Daddy in Disguise (Crescent Cove 7)
Page 107
Actually, no. They would get the second kick. The sperminator in question should get the first one. A man got to enjoy making the baby and then just sat back and waited for the cigars. While the woman gained weight from looking at a cookie and then tossed them up whether or not she’d even eaten any.
“Goddamn you, John Gideon, I hate you.” I gripped the edge of the toilet bowl in our new house. We’d just moved into it, for pity’s sake, and I hadn’t even made it two weeks without indoctrinating it in an unexpected way.
Not wholly unexpected. I’d opened these floodgates the night of Gideon’s proposal. But I’d been thinking the baby would come, you know, sometime in the future.
I definitely hadn’t meant to get pregnant near this Halloween. Hello. The kid would be born in July most likely, and my cats hated fireworks.
They probably hated babies too.
Which was one more irony, since Trick, that hussy, had gotten herself knocked up, a fact I’d only discovered this morning during a routine vet appointment. She’d escaped a couple of weeks ago through an open door, and since she was an indoor-only cat, I’d never gotten around to getting her spayed.
My lesson was a litter of kittens that would be born…soon. She’d damn well be getting spayed after that.
Dani would dance on the ceiling. Gideon? Not so sure. He was still adapting to having two cats, never mind half a dozen. But since he was the one who’d left the door open while reinforcing the jamb or some such, this was basically his fault.
He was to blame for lots of pregnancies around these parts lately.
That horrible mouth-watering feeling came up again, and I swore as I rapped my engagement ring against the porcelain bowl. My perfectly gorgeous solitaire ring had gotten an upgrade with an honest to God black diamond bat ring wrap from my husband-to-be.
Unfortunately, I wasn’t used to the extra heft and banged it on every-freaking-thing.
It dug into my finger as I heaved again and prayed for the agony to subside. My Google-Fu had shown me not all women got morning sickness. Or afternoon sickness, or whatever the heck this was at just past noon. I’d always loved being the exceptional one.
Closing my eyes, I wiped my mouth with a wad of toilet paper and rolled on my side on the nice, fluffy bathroom rug. As places to die went, there were probably worse.
The next time I opened my eyes, it was past two and I was almost late to pick up Dani at school. Holy fuck. I’d actually passed out on the rug like a hungover socialite with an angry minion in her belly.
My only day off this week from my very successful businesses was not going as planned so far.
I thought longingly about a shower and decided I’d take one before bed. Or maybe I’d take a bath. With bubbles. Which usually was not my idea of a good time, because who wanted to sit in their dirty body water? But I was now operating as if every potential self-care item was a must do, on account of the fact I had actually let Gideon knock me up on purpose.
No accidental sip of the Crescent Cove water here. We’d tossed out the condoms and he had lied in my face that it usually “took awhile” so “no rush.”
I stared down at my flat-ish belly. “Tell your kid that, pal. Seems like he or she disagrees.”
After changing my shirt, I grabbed my jacket and my keys and hurried out to my car. I wouldn’t say I speeded to pick up Dani, but let’s say that when a cop came up behind me, I started readying the waterworks to pretend to be a scared new mom with diarrhea or whatever would get me out of a speeding ticket.
So, I needed to Google more. So, sue me.
But Sheriff Brooks turned on his siren to get me to move over and waved as he passed, so I dodged that bullet.
I slid into the carpool line at Dani’s school and had to grin when she came bounding out a few minutes later with some crazy art project that looked like a reindeer had chugged too much eggnog.
r /> “What is that?” I asked with a laugh as she slid into the backseat.
“Hello, it’s Rudolph. It’s for the mantle. See, his legs dangle.” She tugged on the spiral paper that served for legs and the whole thing nearly came apart, but I smiled and nodded as if it was entirely secure.
Besides, I had Super Glue and I knew how to use it.
“Did you get the bats?” she asked excitedly, snapping on her belt before I signaled back into traffic.
“Yes. But your father is going to flip. You have to pretend it was all your idea.”
“It basically was. I was the one who suggested pastel bat Christmas.”
“You were.” I had to beam with pride. “We’ll put them on the other tree I got, not the main one so your dad can pretend he still has a measure of control. I also got some hard hats to put on them. He’s gotta like that, right?”
“Oh, that’s sick.” I looked in the rearview mirror as Dani gazed at me with wide eyes. “We don’t have much time. We need to be done decorating before he gets home or else he’ll wig out.”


◆ WHAT THIS TASK INVOLVES ◆
Reproduce the listing below in full and exactly; no pictures belong in the copy.

◆ SOURCE RECORDS ◆
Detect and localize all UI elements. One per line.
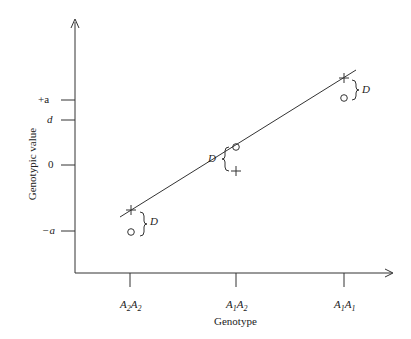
annotation-d: D bbox=[150, 215, 158, 227]
x-tick-a1a2: A1A2 bbox=[226, 298, 247, 313]
tick-zero: 0 bbox=[48, 158, 54, 170]
brace-left-icon bbox=[222, 147, 229, 171]
diagram-canvas bbox=[0, 0, 411, 339]
tick-d: d bbox=[47, 113, 53, 125]
circle-markers bbox=[128, 95, 348, 236]
y-axis-label: Genotypic value bbox=[26, 104, 38, 224]
x-tick-a2a2: A2A2 bbox=[120, 298, 141, 313]
brace-right-icon bbox=[140, 212, 147, 236]
x-tick-a1a1: A1A1 bbox=[334, 298, 355, 313]
annotation-d: D bbox=[362, 83, 370, 95]
tick-plus-a: +a bbox=[38, 93, 49, 105]
regression-line bbox=[120, 70, 356, 217]
brace-right-icon bbox=[352, 80, 359, 100]
tick-minus-a: −a bbox=[42, 224, 55, 236]
x-axis-label: Genotype bbox=[214, 315, 257, 327]
annotation-d: D bbox=[208, 152, 216, 164]
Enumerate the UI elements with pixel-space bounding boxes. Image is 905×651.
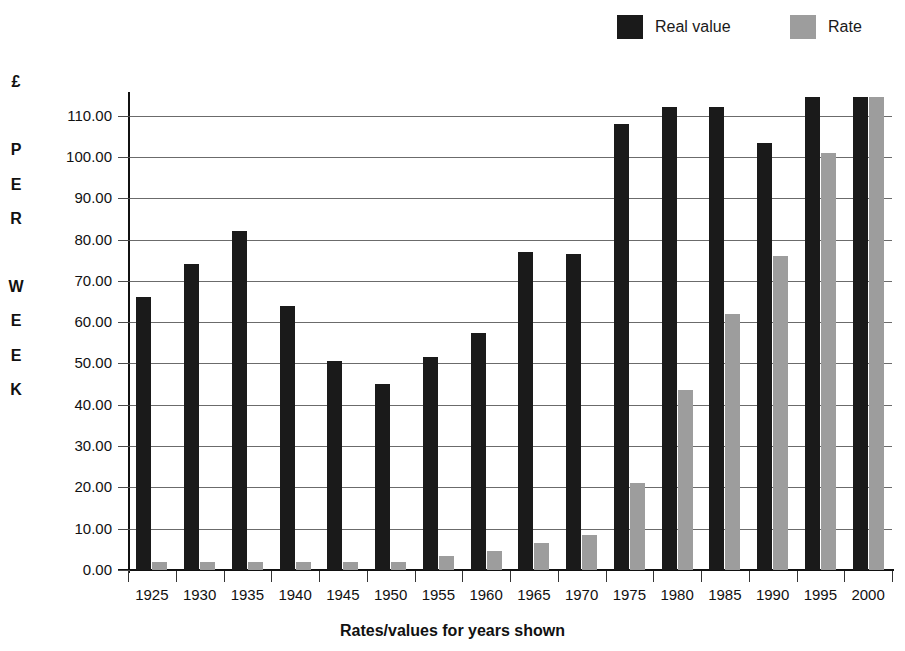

◆ RESPONSE AREA ◆
Detect and localize all UI elements. One per line.
annotation-d: D bbox=[150, 215, 158, 227]
x-tick-a1a2: A1A2 bbox=[226, 298, 247, 313]
tick-zero: 0 bbox=[48, 158, 54, 170]
brace-left-icon bbox=[222, 147, 229, 171]
diagram-canvas bbox=[0, 0, 411, 339]
tick-d: d bbox=[47, 113, 53, 125]
circle-markers bbox=[128, 95, 348, 236]
y-axis-label: Genotypic value bbox=[26, 104, 38, 224]
x-tick-a2a2: A2A2 bbox=[120, 298, 141, 313]
brace-right-icon bbox=[140, 212, 147, 236]
x-tick-a1a1: A1A1 bbox=[334, 298, 355, 313]
annotation-d: D bbox=[362, 83, 370, 95]
tick-plus-a: +a bbox=[38, 93, 49, 105]
regression-line bbox=[120, 70, 356, 217]
brace-right-icon bbox=[352, 80, 359, 100]
tick-minus-a: −a bbox=[42, 224, 55, 236]
x-axis-label: Genotype bbox=[214, 315, 257, 327]
annotation-d: D bbox=[208, 152, 216, 164]
Enumerate the UI elements with pixel-space bounding boxes. Image is 905×651.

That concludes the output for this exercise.